Services

Services provide access to shared resources. They are a means of decoupling implementation detail from the interface that the service provides.

For example, a PersistenceService, used within the application, may have one implementation that persists data to a database via a web service and another that persists to localStorage. Which one is used depends on whether the application is online. The application logic using the service doesn't care which implementation is used as long as the contract - defined by the interface - is fulfilled when interacting with it.

Services can be registered and accessed from any part of the application via a ServiceRegistry. Service contracts (the functions they provide) can be enforced through the use of interfaces if required.

Benefits of Services

Services have a number of benefits which include:

Faster delivery

You may find yourself in a situation where you are building functionality that relies on a back-end service that hasn't yet been implemented. In this scenario you can create a fake service implementation that lets you start your development before the real service is available.

When the real back-end service becomes available you can easily swap out the implementation of that service so the back-end is being used via the ServiceRegistry.

Increased productivity

As part of your development workflow you can use the Workbench in conjunction with fake service implementations that allow you to control the behaviour of what will eventually be a real service.
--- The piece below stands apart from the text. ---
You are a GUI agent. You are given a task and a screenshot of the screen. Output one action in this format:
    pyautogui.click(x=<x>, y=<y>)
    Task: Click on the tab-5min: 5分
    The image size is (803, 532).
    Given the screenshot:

The benefit of this is that it allows you to quickly iterate and build your blade's functionality without the need of having a real service running or writing code to get your service to behave in certain ways in order to check your apps' behaviour in edge-case scenarios.

Improved testing

By developing against a service and not an implementation is makes it easy to replace the object that your code is interacting with. This means services can be replaced by fakes or mocks in your tests.
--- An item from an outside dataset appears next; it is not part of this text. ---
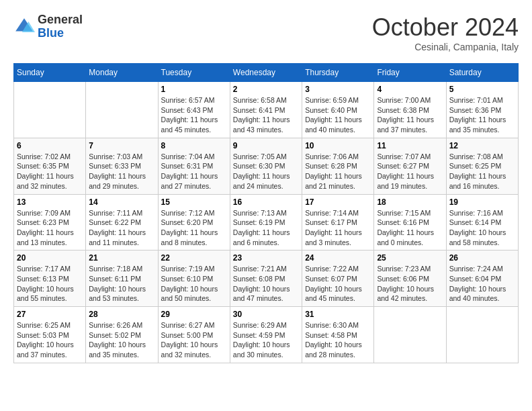 This screenshot has height=411, width=532. I want to click on day-info: Sunrise: 7:18 AMSunset: 6:11 PMDaylight:…, so click(122, 283).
See What's the difference between faking, mocking, and stubbing?

You can reuse the fake implementations that you have created during the development of a blade when running it within a workbench. The benefit of this is that you get code reuse and you have full control over the behaviour of the fake service.
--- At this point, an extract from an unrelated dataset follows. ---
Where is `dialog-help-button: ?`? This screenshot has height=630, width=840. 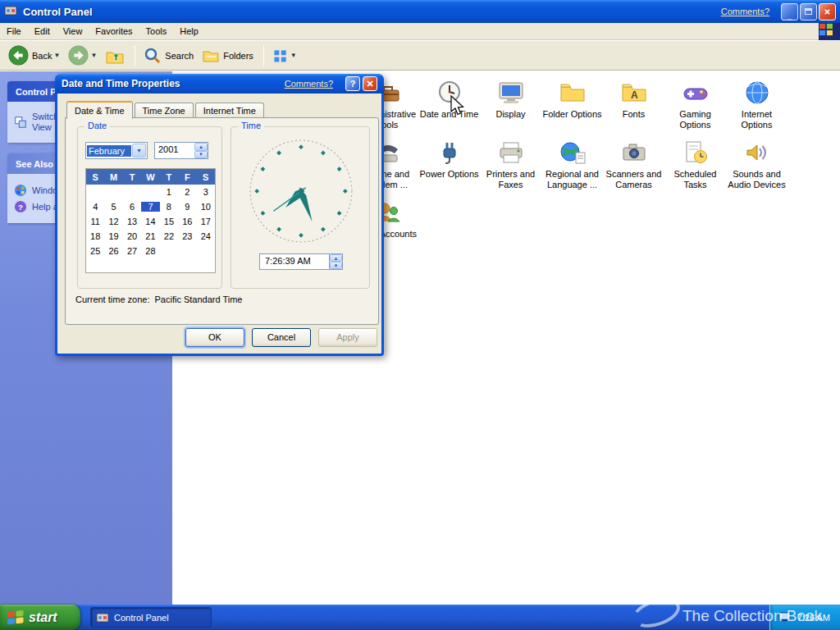 dialog-help-button: ? is located at coordinates (353, 84).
It's easy to change the service implementation that's registered with the ServiceRegistry to be an object that has been created by a mocking framework. In doing so you can verify the interactions that your blade has with services.

How to use Services

Services are accessed via code at runtime. There is a detailed guide to registering, accessing and de-registering services at How to Use Services

Where Next?

Services are accessed via the ServiceRegistry. More information can be found on the ServiceRegistry page.